The United Nations’ Worldwide Civil Aviation Group (ICAO) has confirmed {that a} risk actor has stolen roughly 42,000 information after hacking into its recruitment database.
This follows ICAO’s announcement on Monday that it was investigating what it described as a “potential info safety incident.”
Whereas the UN company did not present extra particulars, this got here two days after a risk actor utilizing the “Natohub” deal with leaked an archive of 42,000 paperwork reportedly stolen from ICAO on the BreachForums hacking discussion board.
In response to Natohub’s claims, the allegedly stolen paperwork include names, dates of delivery, addresses, telephone numbers, e mail addresses, and schooling and employment info.
One other risk actor stated the leaked archive accommodates 2GB of information with info on 57,240 distinctive emails.
At the moment, ICAO confirmed the hyperlink in an up to date assertion despatched to BleepingComputer: “The reported information security incident involves approximately 42,000 recruitment application data records from April 2016 to July 2024 claimed to be released by the threat actor known as Natohub.”
The company says the stolen information accommodates recruitment info, however the breach did not impression candidates’ monetary and different delicate information.
“The compromised data includes recruitment-related information that applicants entered into our system, such as names, email addresses, dates of birth, and employment history. The affected data does not include financial information, passwords, passport details, or any documents uploaded by applicants,” ICAO stated.
“We can confirm that this incident is limited to the recruitment database and does not affect any systems related to aviation safety or security operations.”
ICAO added that it carried out extra safety measures to guard its techniques from future assaults, remains to be assessing the incident’s impression, and is working to establish and notify all people affected by this breach.
Menace actors additionally hacked UN networks in Vienna and Geneva in July 2019 utilizing a Sharepoint exploit, getting access to employees information, medical health insurance, and industrial contract information.
Moreover, the United Nations Growth Programme (UNDP) began investigating a cyberattack in April 2024 following a breach claimed by the 8Base ransomware gang, whereas the United Nations Environmental Programme (UNEP) disclosed a knowledge breach in January 2021 after over 100,000 worker information with private info uncovered on-line.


#### Assignment:
Some lines of the records below include the word "axis". Report how many, and write nothing besides the number.

#### Available records:
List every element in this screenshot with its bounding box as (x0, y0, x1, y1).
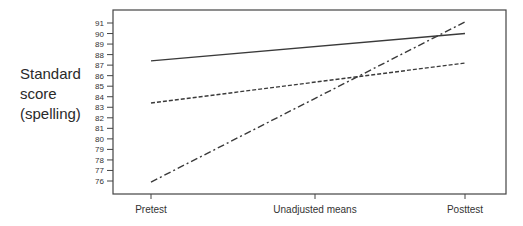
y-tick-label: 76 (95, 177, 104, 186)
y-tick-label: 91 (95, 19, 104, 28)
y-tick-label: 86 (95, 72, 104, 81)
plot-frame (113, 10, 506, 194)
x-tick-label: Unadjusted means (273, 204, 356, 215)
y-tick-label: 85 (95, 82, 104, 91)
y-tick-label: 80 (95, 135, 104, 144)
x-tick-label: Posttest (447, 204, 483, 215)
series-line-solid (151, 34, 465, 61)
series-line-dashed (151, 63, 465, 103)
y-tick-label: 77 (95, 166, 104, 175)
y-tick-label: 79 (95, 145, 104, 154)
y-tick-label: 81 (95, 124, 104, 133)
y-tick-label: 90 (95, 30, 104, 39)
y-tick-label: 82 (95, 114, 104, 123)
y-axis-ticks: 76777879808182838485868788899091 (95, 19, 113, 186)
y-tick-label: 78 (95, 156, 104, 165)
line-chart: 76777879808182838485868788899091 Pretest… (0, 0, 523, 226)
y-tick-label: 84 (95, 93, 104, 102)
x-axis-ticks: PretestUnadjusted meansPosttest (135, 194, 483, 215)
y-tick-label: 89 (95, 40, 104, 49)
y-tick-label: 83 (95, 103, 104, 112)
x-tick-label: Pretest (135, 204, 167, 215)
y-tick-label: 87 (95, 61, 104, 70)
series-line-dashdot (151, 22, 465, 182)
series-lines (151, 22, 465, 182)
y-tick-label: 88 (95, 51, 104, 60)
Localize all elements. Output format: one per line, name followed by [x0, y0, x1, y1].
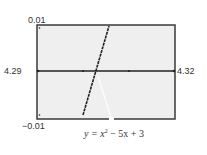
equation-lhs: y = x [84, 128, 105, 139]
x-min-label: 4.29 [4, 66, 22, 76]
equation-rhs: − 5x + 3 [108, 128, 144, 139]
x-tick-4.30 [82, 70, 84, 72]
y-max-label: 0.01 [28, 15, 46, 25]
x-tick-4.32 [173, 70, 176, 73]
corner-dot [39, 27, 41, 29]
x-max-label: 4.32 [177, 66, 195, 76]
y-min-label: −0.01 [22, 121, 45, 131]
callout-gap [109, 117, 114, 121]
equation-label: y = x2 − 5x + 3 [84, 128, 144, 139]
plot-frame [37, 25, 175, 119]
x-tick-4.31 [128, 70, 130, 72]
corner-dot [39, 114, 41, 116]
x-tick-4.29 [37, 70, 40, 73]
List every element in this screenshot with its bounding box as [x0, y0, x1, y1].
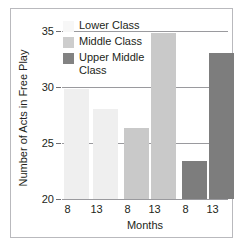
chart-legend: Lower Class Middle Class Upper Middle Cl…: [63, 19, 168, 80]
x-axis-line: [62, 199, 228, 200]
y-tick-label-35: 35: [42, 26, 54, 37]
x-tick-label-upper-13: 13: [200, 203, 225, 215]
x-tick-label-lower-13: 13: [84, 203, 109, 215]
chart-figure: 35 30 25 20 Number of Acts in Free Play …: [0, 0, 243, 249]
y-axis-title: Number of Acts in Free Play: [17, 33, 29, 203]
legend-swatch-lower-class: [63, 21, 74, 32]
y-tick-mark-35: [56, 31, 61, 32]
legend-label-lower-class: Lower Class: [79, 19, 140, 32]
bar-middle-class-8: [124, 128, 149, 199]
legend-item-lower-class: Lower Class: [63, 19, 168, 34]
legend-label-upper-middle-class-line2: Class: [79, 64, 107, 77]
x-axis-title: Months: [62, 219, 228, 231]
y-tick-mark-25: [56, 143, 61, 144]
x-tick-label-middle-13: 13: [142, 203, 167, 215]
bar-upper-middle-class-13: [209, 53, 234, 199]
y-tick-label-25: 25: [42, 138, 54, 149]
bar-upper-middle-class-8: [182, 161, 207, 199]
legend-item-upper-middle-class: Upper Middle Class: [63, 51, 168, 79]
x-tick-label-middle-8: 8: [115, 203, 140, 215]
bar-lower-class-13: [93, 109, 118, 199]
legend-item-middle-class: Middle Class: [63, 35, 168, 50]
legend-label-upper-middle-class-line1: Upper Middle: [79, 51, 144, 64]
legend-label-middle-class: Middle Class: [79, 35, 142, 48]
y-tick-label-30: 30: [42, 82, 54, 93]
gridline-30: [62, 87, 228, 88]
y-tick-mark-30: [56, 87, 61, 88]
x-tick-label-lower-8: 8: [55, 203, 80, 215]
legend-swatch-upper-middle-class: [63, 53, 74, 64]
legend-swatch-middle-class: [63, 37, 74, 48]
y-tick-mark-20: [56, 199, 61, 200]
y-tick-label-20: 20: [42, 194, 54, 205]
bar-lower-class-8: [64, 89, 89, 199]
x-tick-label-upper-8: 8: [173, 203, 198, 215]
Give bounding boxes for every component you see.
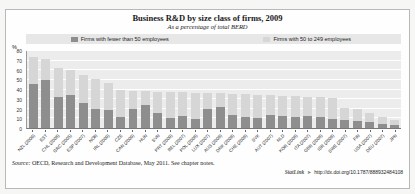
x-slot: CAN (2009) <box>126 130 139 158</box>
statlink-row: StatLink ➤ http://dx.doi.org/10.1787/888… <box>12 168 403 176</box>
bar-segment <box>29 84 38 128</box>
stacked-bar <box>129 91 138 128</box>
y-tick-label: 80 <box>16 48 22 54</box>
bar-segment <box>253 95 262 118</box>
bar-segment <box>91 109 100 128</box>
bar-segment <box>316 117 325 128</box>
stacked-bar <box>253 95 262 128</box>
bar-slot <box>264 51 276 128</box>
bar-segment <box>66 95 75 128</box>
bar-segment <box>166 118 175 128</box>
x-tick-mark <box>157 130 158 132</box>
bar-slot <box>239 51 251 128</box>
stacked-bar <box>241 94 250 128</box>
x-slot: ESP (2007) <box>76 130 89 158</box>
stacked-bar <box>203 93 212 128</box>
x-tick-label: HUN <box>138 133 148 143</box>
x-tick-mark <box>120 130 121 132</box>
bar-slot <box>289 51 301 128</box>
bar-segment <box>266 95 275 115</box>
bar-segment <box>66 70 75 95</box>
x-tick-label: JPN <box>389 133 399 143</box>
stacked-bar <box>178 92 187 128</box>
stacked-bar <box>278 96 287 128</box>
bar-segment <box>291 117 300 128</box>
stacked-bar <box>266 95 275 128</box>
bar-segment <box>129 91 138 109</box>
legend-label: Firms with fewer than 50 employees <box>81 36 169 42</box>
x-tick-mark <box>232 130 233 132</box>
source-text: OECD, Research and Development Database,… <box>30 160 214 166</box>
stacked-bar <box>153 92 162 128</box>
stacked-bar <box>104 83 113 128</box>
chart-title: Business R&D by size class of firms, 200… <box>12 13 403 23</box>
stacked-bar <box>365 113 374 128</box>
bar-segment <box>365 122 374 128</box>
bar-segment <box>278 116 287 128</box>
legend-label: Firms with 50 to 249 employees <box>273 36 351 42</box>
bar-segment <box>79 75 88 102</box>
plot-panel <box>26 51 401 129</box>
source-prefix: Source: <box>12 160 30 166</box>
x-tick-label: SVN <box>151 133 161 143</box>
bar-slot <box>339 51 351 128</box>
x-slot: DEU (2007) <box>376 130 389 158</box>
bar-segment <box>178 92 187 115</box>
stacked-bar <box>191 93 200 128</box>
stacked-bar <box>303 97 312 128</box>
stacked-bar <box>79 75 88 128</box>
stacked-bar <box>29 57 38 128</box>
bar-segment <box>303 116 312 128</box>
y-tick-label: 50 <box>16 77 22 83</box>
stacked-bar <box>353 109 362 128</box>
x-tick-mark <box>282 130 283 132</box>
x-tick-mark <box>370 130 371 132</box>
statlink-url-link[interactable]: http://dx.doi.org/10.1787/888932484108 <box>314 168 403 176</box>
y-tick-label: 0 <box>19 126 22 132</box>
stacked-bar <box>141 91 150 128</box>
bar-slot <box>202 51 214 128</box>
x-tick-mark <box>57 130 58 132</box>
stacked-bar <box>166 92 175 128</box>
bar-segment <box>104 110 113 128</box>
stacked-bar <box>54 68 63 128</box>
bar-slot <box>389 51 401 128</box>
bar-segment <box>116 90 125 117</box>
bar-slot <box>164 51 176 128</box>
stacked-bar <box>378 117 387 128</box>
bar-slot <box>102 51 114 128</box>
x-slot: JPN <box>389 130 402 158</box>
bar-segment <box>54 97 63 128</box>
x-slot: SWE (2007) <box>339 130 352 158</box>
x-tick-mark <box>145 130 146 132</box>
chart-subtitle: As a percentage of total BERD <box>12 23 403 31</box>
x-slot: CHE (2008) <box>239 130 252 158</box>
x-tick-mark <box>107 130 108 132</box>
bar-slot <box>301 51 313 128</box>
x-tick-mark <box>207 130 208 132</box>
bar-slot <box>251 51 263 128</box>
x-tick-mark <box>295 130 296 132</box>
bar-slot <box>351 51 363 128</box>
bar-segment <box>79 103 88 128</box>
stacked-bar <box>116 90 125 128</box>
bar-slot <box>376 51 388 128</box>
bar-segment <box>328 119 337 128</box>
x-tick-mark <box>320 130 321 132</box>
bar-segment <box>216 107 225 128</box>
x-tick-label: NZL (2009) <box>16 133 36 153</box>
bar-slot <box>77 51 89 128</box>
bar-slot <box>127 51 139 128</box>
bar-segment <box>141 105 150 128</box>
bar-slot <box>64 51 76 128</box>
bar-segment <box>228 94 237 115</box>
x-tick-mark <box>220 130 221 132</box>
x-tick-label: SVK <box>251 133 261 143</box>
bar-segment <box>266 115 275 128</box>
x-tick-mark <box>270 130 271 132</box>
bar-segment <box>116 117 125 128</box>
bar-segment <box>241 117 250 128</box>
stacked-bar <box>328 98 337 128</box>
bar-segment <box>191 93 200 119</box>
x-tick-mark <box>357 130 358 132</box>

#### Completed exercise:
5